Following the untimely shutdown of Rem Koolhaas and Samir Bantal’s “Countryside, The Future,” The Guggenheim needed to develop a new exhibition for pandemic-era visitors. They conceived of a video series displayed in the Museum’s iconic rotunda. “Re/projections: Video, Film, and Performance for the Rotunda” opened in March 2021.

The series opened with “In-Between Days” which screened recent video acquisitions from the Guggenheim’s collection.  Christian Nyampeta’s “Sometimes it was Beautiful” followed, with his film bookended with works from other artists who explore African culture and filmmaking.  Wu Tsang’s commission, “Anthem,” closed the series.  Wu Tsang collaborated with Beverly Glenn-Copeland to create this site-specific installation that mapped video onto an ephemeral curtain hung the full height of the rotunda with spatialized audio filling the cavernous space.

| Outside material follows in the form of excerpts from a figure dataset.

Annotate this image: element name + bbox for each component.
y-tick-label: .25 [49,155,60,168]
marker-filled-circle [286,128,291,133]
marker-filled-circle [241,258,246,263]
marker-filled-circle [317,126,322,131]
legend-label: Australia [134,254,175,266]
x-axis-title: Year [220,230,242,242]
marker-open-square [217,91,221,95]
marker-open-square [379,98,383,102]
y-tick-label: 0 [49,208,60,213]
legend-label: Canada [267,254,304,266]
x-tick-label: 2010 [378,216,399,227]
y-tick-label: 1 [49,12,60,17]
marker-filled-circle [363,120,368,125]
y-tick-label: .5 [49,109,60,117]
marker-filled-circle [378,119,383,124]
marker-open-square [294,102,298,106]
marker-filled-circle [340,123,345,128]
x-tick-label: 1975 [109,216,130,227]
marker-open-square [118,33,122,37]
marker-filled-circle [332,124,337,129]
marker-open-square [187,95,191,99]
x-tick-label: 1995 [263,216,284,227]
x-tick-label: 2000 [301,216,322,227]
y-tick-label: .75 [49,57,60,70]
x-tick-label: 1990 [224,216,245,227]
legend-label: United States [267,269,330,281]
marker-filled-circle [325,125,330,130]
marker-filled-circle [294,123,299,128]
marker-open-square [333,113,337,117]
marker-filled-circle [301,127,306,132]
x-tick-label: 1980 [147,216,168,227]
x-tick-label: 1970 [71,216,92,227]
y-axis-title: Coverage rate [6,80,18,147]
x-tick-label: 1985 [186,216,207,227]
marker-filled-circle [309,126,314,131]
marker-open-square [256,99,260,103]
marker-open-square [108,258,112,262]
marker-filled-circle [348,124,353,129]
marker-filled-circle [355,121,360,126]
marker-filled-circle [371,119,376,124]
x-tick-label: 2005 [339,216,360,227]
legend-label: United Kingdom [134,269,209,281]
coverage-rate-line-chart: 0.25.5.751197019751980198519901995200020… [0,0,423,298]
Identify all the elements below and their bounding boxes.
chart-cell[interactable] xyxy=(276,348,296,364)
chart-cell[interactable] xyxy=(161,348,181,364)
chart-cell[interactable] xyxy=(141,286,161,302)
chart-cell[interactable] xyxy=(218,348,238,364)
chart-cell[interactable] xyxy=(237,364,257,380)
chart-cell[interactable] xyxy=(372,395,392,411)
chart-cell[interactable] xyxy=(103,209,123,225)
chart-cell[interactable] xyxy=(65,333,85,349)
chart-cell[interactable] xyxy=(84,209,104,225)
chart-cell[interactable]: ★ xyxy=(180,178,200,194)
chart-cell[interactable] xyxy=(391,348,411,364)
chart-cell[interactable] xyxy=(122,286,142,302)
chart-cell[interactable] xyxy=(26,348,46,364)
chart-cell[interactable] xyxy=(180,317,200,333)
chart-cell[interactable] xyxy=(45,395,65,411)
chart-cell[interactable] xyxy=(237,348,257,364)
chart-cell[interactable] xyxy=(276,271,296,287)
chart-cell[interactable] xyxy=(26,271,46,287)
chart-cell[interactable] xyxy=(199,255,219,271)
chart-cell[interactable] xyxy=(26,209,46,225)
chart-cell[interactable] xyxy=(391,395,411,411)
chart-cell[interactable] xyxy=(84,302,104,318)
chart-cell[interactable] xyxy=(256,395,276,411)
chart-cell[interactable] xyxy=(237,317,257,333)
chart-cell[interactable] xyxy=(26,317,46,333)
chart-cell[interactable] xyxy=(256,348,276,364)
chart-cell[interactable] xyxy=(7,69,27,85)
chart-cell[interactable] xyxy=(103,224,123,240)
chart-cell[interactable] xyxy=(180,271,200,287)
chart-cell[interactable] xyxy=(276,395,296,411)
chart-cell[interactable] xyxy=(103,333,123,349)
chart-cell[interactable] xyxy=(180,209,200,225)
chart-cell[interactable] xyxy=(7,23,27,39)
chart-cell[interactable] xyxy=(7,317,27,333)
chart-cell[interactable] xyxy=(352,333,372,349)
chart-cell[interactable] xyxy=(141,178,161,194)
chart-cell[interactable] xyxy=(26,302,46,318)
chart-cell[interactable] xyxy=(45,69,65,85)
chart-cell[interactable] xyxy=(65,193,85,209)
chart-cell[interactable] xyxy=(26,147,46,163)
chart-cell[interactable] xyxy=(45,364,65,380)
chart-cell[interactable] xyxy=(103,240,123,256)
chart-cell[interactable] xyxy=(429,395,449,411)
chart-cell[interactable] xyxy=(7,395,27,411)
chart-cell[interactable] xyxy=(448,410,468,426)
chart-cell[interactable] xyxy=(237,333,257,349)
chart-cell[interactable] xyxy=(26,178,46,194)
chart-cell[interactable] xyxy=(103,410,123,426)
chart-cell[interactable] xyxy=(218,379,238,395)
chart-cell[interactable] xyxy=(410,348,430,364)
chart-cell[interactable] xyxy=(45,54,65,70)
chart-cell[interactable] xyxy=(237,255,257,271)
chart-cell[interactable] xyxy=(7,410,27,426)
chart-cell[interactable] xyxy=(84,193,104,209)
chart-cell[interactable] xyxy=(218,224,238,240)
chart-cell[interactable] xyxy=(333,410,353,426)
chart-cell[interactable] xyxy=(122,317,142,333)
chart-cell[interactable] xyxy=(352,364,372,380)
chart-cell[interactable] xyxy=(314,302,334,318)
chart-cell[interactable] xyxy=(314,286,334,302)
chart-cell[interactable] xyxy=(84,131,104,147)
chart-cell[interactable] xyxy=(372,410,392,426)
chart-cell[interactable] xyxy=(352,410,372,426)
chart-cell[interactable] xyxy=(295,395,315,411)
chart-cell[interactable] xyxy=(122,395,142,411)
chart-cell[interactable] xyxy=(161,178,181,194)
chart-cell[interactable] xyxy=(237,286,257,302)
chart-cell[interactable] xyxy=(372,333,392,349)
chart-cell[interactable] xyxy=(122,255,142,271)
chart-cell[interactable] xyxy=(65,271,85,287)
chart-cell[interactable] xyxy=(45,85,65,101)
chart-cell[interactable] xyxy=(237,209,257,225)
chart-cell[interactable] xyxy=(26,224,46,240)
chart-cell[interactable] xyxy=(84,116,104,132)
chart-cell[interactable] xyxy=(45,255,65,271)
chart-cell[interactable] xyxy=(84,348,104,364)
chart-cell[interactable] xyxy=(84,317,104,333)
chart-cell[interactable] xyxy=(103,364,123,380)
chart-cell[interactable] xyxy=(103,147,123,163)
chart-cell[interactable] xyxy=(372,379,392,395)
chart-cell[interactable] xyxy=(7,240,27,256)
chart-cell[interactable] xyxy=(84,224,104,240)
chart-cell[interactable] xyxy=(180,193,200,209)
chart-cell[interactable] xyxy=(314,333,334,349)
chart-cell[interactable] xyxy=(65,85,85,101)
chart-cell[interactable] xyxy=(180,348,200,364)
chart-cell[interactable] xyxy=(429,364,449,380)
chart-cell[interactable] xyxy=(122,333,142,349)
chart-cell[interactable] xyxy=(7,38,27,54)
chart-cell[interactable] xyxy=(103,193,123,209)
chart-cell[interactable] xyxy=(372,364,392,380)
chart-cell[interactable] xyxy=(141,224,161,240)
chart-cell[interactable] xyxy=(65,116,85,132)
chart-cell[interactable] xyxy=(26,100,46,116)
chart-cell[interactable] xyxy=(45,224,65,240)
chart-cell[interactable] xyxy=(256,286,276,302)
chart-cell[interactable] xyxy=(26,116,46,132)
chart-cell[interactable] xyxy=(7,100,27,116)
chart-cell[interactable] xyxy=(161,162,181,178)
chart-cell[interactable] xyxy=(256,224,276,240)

Large scale video display and audio reproduction may not have been at the forefront of Frank Lloyd Wright’s mind when designing the Guggenheim’s rotunda.  The museum blackened skylights and windows to provide a darkened space suitable for video.  LSTN provided acoustics and audiovisual consulting for the exhibition to develop a sound reproduction system that could provide clarity and intelligibility in the rotunda.  For the first two exhibitions, we deployed phase array loudspeakers that avoided exciting the reverberance of the space, which would result in a muddy effect.  The loudspeakers were located and oriented to provide traditional stereo reproduction while reducing focusing reflections off the rotunda’s concave walls, which would create anomalous echos, undermining the stereo effect intended by the artists.  For the final exhibition, loudspeaker were relocated and supplemented with traditional loudspeakers to help create an immersive blanket of sound that exploits the natural reverberance of the rotunda.